Donna Canestraro Participates in Panel at Protect New York Conference

Jan. 28, 2008

This recent two-day conference, Terrorism and Disaster: Taking Stock, Setting Directions, Looking Forward, was hosted by Protect New York at the Levin Institute of the State University of New York in Manhattan. The conference highlighted advances in border security, impacts of crisis on health care workers and first responders, bridging the divide between academic institutions and law enforcement agencies, and the logistical nightmare that emerged in the aftermath of Hurricane Katrina.

Donna Canestraro, program manager at CTG, and Dennis Taratus, chief of Telecommunications Network Reliability for the NYS Department of Public Service (NYS DPS), presented Regional Communication Incident Response: A Case Study of New York State, based on the recent CTG project conducted on behalf of NYS DPS. The presentation also drew insight from CTG’s report following September 11th, Information, Technology, and Coordination: Lessons from the World Trade Center Response.

The presentation emphasized findings from both the WTC study and the numerous reports generated after Hurricane Katrina that disaster management teams need to know the pertinent details about an incident within a local context. Not only does the information need to be placed in context, but the success of disaster management teams relies upon having granularity of data sufficient in real-time to make decisions about the response.

One important foundational concept stressed was trust, which must exist between the two organizations who are sharing information. This trust is built over time, based on past experiences and sometimes previous relationships. As one member of the audience pointed out, “You can’t be trading business cards the day of the event.”

The presentation and subsequent discussions reinforced the findings from the New York case study that:

  • each level of government has a unique threshold for activation or need,
  • granularity and timeliness of data is of the upmost importance,
  • contextual knowledge is critical, and
  • more work needs to be done clarifying guiding principles for regional information sharing for critical infrastructure incident data.

Their presentation was part of a panel focused on Emergency Logistics for New York State. Additional panel members included Dr. Jose Holguin-Veras, from Rensselaer Polytechnic Institute, and Drs. Natalie Simpson and Phillip Hancock, from the University of Buffalo.

Protect New York, an organization founded at SUNY Downstate Medical Center, in Brooklyn, NY, is dedicated to helping New York State and New York City meet the challenges and risks of terrorism and natural disasters. The membership comes from academic researchers, physicians, emergency responders and other disaster management experts who are interested in protecting New York State from catastrophic losses. The conference was sponsored by MCEER; the New York State Office of Homeland Security; the University Transportation Research Center, Region II, City College; and the Nelson A. Rockefeller Institute of Government, State University of New York.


WHAT IS NEEDED:
A line belongs in the answer only if it contains the word "Channels"; copy every such line from the listing below.

RECORD EXCERPTS:
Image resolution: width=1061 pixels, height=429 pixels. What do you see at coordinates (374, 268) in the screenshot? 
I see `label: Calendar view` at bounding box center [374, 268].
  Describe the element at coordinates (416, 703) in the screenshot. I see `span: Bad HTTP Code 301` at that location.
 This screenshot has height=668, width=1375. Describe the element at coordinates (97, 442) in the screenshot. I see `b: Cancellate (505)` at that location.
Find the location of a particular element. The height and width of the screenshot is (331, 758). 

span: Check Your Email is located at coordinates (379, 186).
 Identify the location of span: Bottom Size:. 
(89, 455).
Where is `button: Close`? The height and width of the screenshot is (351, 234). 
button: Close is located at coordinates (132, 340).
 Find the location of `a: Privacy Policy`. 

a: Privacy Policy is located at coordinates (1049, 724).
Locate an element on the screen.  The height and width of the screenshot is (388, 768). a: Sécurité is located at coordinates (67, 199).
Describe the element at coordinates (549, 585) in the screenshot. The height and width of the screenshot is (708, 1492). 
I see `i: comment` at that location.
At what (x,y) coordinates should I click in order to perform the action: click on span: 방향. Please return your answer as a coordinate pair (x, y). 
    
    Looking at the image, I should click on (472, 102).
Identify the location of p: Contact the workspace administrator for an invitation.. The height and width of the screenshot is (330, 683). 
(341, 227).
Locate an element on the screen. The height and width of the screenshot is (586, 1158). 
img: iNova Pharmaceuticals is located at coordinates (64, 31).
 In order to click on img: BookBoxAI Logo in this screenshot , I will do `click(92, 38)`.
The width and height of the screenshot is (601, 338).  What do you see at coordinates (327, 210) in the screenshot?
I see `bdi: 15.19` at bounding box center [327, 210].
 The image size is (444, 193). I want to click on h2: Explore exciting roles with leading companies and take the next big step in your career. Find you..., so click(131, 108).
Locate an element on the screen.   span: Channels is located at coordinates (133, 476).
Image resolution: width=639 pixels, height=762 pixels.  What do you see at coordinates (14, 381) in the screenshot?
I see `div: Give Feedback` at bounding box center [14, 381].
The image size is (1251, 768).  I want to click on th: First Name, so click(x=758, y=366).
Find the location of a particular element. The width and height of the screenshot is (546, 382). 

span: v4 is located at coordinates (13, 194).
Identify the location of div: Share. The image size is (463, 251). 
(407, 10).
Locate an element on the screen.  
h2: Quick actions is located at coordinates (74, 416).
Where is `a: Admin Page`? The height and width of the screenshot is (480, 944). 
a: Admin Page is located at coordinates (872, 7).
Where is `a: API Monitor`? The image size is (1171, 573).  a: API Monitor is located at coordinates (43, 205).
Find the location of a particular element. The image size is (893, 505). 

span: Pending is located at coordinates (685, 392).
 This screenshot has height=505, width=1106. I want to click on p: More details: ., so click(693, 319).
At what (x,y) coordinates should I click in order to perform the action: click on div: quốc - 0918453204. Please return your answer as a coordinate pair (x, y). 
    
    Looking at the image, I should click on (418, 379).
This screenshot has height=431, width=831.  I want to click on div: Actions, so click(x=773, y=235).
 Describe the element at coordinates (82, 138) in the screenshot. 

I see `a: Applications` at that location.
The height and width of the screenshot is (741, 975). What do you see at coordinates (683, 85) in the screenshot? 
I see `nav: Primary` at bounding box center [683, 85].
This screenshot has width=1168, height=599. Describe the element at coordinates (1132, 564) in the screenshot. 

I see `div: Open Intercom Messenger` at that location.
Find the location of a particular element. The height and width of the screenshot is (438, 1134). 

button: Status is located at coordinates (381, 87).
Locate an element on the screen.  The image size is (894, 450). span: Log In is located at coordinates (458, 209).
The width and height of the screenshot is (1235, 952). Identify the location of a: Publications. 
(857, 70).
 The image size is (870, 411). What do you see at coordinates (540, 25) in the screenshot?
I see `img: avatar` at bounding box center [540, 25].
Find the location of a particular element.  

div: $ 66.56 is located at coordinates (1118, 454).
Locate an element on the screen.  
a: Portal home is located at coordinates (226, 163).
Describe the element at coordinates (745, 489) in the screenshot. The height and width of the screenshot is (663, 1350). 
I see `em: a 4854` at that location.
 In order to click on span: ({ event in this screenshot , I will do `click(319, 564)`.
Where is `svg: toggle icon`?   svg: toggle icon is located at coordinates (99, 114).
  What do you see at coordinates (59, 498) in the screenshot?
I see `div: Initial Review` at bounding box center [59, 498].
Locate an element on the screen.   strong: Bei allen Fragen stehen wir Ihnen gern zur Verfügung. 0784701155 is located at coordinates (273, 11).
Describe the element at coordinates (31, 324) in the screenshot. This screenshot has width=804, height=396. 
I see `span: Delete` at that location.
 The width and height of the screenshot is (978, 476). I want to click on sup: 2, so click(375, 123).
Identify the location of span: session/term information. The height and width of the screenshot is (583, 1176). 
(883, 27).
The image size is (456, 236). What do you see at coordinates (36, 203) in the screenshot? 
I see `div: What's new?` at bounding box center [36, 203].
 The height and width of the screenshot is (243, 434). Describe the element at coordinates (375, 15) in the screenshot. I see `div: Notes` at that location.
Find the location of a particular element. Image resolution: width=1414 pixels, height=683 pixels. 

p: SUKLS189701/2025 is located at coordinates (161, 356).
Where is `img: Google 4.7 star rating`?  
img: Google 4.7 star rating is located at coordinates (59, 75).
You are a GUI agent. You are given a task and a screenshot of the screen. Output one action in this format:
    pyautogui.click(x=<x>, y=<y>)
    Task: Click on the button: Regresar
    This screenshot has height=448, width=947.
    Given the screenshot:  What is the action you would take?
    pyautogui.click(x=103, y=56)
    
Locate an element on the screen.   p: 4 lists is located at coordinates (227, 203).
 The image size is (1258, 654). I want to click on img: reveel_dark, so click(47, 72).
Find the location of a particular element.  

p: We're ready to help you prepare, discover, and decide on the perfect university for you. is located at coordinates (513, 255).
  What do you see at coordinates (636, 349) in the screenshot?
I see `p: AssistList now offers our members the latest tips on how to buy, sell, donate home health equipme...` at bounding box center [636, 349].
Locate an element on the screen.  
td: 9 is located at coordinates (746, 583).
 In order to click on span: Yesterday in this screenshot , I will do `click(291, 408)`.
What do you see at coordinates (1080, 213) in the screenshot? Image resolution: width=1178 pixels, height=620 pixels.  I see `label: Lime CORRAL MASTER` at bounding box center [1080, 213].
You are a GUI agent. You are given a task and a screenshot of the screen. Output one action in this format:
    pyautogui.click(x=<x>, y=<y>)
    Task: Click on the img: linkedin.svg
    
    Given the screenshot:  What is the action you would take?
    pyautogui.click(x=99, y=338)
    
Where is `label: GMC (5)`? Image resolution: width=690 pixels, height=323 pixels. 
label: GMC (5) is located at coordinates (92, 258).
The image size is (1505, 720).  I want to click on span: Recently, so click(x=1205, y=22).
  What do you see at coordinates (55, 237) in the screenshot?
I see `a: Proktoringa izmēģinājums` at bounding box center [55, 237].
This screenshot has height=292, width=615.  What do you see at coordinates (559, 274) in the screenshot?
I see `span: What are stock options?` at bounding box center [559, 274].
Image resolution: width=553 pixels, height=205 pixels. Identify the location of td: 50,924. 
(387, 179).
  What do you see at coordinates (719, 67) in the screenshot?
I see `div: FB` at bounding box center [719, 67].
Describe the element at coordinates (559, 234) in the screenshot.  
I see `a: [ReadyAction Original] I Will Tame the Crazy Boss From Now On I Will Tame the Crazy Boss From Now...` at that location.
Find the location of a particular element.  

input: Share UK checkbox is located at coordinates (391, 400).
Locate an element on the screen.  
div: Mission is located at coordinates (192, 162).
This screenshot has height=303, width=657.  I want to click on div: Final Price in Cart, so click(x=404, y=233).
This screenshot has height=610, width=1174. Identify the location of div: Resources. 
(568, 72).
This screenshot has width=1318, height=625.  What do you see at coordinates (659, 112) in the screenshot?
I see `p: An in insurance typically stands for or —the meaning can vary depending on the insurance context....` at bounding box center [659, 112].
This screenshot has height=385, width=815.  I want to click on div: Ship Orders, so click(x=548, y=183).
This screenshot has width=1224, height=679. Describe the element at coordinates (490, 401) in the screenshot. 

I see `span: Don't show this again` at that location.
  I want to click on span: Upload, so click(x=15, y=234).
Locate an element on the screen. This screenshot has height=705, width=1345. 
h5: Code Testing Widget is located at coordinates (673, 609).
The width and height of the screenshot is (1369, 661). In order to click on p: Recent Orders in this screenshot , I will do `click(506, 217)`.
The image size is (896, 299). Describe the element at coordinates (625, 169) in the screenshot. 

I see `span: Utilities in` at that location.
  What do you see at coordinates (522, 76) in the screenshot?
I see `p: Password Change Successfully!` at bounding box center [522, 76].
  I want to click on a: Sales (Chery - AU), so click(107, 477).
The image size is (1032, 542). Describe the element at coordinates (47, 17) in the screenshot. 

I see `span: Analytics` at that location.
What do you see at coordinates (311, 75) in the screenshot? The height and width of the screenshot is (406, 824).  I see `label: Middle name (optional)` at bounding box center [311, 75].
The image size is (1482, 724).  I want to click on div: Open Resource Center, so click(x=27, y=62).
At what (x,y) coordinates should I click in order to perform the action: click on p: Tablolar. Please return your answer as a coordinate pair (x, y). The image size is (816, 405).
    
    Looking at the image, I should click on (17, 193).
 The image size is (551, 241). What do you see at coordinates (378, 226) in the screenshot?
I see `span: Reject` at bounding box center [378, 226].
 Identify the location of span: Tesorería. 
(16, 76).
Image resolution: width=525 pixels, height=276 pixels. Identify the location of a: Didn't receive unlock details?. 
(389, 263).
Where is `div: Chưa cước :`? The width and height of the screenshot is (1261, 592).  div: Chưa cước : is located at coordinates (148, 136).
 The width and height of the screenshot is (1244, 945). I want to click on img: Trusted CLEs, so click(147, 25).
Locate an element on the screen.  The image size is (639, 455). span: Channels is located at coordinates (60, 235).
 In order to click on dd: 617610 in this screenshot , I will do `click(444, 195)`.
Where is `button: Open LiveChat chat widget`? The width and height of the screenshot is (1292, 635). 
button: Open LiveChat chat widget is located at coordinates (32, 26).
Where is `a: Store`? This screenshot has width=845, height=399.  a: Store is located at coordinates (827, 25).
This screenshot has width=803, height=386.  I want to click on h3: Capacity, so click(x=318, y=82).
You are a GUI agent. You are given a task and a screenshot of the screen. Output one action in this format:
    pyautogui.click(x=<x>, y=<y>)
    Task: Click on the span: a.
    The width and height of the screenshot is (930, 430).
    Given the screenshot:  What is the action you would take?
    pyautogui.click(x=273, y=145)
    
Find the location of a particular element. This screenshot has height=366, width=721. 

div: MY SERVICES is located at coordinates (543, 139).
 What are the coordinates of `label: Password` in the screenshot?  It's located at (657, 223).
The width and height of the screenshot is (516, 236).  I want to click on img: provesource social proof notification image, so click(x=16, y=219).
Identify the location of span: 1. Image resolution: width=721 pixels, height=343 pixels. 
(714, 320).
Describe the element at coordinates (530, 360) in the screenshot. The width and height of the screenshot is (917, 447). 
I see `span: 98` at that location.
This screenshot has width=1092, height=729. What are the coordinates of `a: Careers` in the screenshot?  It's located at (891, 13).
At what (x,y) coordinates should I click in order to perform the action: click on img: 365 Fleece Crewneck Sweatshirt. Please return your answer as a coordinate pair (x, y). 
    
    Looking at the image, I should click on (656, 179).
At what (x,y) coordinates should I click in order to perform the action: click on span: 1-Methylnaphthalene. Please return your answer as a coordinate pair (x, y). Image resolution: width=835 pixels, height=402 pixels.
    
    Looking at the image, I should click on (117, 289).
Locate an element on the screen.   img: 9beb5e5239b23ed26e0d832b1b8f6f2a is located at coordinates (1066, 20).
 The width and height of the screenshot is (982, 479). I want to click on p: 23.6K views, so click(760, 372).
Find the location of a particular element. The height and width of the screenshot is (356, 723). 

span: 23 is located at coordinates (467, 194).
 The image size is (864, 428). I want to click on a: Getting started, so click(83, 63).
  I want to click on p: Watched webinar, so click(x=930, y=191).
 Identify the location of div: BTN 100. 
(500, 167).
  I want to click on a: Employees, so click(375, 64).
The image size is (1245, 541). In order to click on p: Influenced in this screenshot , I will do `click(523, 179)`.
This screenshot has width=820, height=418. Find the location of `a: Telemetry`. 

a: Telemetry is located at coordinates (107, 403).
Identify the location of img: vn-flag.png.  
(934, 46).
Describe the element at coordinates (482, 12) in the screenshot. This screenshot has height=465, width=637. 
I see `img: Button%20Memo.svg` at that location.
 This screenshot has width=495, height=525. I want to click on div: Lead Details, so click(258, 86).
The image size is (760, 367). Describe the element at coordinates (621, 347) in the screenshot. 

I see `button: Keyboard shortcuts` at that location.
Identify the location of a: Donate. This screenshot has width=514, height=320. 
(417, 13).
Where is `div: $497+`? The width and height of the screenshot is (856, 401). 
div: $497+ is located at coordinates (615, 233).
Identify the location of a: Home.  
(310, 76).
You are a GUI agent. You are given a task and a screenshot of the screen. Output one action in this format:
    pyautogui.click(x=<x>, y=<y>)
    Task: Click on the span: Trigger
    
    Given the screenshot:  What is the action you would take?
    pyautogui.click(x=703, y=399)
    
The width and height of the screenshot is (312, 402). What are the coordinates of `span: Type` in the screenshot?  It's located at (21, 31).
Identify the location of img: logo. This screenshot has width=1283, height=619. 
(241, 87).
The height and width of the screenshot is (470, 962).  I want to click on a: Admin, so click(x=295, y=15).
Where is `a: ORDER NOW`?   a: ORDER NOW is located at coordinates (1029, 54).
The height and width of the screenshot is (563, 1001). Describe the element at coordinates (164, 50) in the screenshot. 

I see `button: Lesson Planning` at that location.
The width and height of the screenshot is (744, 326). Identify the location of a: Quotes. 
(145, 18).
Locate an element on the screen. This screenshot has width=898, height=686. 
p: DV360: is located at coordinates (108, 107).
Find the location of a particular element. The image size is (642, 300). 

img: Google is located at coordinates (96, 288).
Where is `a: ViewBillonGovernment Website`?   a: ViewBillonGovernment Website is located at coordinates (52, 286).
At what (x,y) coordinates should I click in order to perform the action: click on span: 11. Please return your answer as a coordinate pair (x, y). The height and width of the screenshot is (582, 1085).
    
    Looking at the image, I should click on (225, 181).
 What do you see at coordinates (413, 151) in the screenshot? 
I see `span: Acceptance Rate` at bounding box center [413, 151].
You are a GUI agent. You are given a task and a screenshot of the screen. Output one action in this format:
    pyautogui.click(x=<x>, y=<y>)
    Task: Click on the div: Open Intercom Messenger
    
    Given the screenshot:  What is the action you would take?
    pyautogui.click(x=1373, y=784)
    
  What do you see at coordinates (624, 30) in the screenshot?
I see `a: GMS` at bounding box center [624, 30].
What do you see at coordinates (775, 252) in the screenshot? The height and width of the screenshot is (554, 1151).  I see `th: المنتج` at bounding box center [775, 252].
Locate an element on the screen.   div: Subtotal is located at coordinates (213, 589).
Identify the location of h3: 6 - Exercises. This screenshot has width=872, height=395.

EXPECTED OUTPUT:
Locate an element on the screen.   span: Channels is located at coordinates (133, 476).
Locate an element on the screen.  The image size is (639, 455). span: Channels is located at coordinates (60, 235).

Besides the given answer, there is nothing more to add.